Cause
The official cause of Sultana disaster was determined to be mismanagement of water levels in the boiler, exacerbated by "careening". Sultana was severely overcrowded and top heavy. As the steamship made its way north following the twists and turns of the river, Sultana listed severely to one side then the other. Sultana's four boilers were interconnected and mounted side-by-side, so that if the ship tipped sideways, water would tend to run out of the highest boiler. With the fires still going against the empty boiler, this created hot spots. When the ship tipped the other way, water rushing back into the empty boiler would hit the hot spots and flash instantly to steam, creating a sudden surge in pressure. This effect of careening could have been minimized by maintaining high water levels in the boilers. The official inquiry found that Sultana 's boilers exploded due to the combined effects of careening, low water level, and a faulty repair to a leaky boiler made a few days earlier.
In 1888, a St. Louis resident named William Streetor claimed that his former business partner, Robert Louden, made a deathbed confession of having sabotaged Sultana by a coal torpedo. Louden, a former Confederate agent and saboteur who operated in and around St. Louis, had the opportunity and motive to attack Sultana and may have had access to the means. (Thomas Edgeworth Courtenay, the inventor of the coal torpedo, was a former resident of St. Louis and was involved in similar acts of sabotage against Union shipping interests.) Supporting Louden's claim are eyewitness reports that a piece of artillery shell was observed in the wreckage. Louden's claim is controversial, however, and most scholars support the official explanation.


▶ [Work to be completed]
Could you count the lines in the data that contain "services"? Reply with the number only.

Start of Material provided

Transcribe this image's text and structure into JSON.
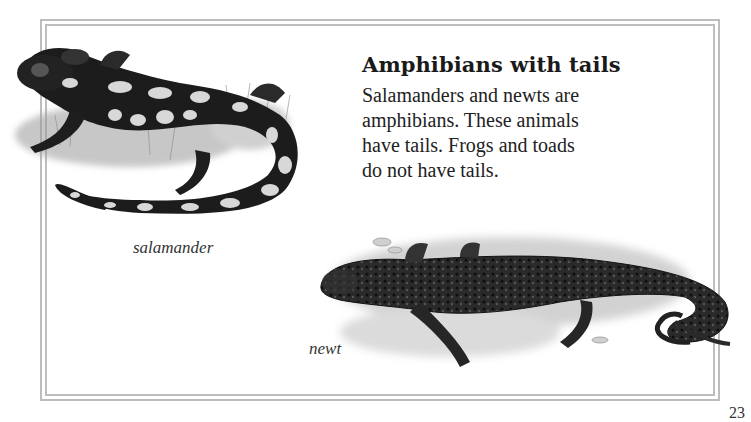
{
  "page": {
    "heading": "Amphibians with tails",
    "body_lines": [
      "Salamanders and newts are",
      "amphibians. These animals",
      "have tails. Frogs and toads",
      "do not have tails."
    ],
    "page_number": "23"
  },
  "illustrations": [
    {
      "id": "salamander",
      "caption": "salamander"
    },
    {
      "id": "newt",
      "caption": "newt"
    }
  ],
  "colors": {
    "frame": "#bdbdbd",
    "text": "#1a1a1a",
    "animal_dark": "#1c1c1c",
    "animal_spots": "#d8d8d8"
  }
}
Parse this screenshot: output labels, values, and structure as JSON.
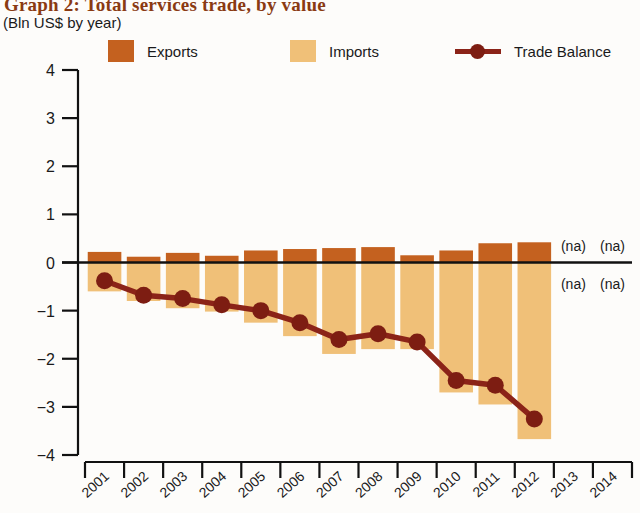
{
  "title": "Graph 2: Total services trade, by value",
  "subtitle": "(Bln US$ by year)",
  "colors": {
    "exports": "#C4611F",
    "imports": "#F0C078",
    "balance": "#8B2318",
    "marker": "#7d1d12",
    "axis": "#111111",
    "text": "#1a1a1a",
    "title": "#8a3a12"
  },
  "legend": {
    "position": "top",
    "items": [
      {
        "label": "Exports",
        "type": "swatch",
        "color": "#C4611F"
      },
      {
        "label": "Imports",
        "type": "swatch",
        "color": "#F0C078"
      },
      {
        "label": "Trade Balance",
        "type": "line-marker",
        "color": "#8B2318"
      }
    ]
  },
  "annotations": [
    {
      "text": "(na)",
      "year": "2013",
      "side": "above-zero"
    },
    {
      "text": "(na)",
      "year": "2014",
      "side": "above-zero"
    },
    {
      "text": "(na)",
      "year": "2013",
      "side": "below-zero"
    },
    {
      "text": "(na)",
      "year": "2014",
      "side": "below-zero"
    }
  ],
  "chart_data": {
    "type": "bar",
    "title": "Graph 2: Total services trade, by value",
    "subtitle": "(Bln US$ by year)",
    "xlabel": "",
    "ylabel": "",
    "ylim": [
      -4,
      4
    ],
    "yticks": [
      4,
      3,
      2,
      1,
      0,
      -1,
      -2,
      -3,
      -4
    ],
    "ytick_labels": [
      "4",
      "3",
      "2",
      "1",
      "0",
      "−1",
      "−2",
      "−3",
      "−4"
    ],
    "grid": false,
    "legend_position": "top",
    "categories": [
      "2001",
      "2002",
      "2003",
      "2004",
      "2005",
      "2006",
      "2007",
      "2008",
      "2009",
      "2010",
      "2011",
      "2012",
      "2013",
      "2014"
    ],
    "series": [
      {
        "name": "Exports",
        "type": "bar",
        "color": "#C4611F",
        "values": [
          0.22,
          0.12,
          0.2,
          0.14,
          0.25,
          0.28,
          0.3,
          0.32,
          0.15,
          0.25,
          0.4,
          0.42,
          null,
          null
        ]
      },
      {
        "name": "Imports",
        "type": "bar",
        "color": "#F0C078",
        "note": "plotted downward from zero as negative magnitude",
        "values": [
          -0.6,
          -0.8,
          -0.95,
          -1.02,
          -1.25,
          -1.53,
          -1.9,
          -1.8,
          -1.8,
          -2.7,
          -2.95,
          -3.67,
          null,
          null
        ]
      },
      {
        "name": "Trade Balance",
        "type": "line",
        "color": "#8B2318",
        "values": [
          -0.38,
          -0.68,
          -0.75,
          -0.88,
          -1.0,
          -1.25,
          -1.6,
          -1.48,
          -1.65,
          -2.45,
          -2.55,
          -3.25,
          null,
          null
        ]
      }
    ]
  }
}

End of Material provided

▶ [Answer]
2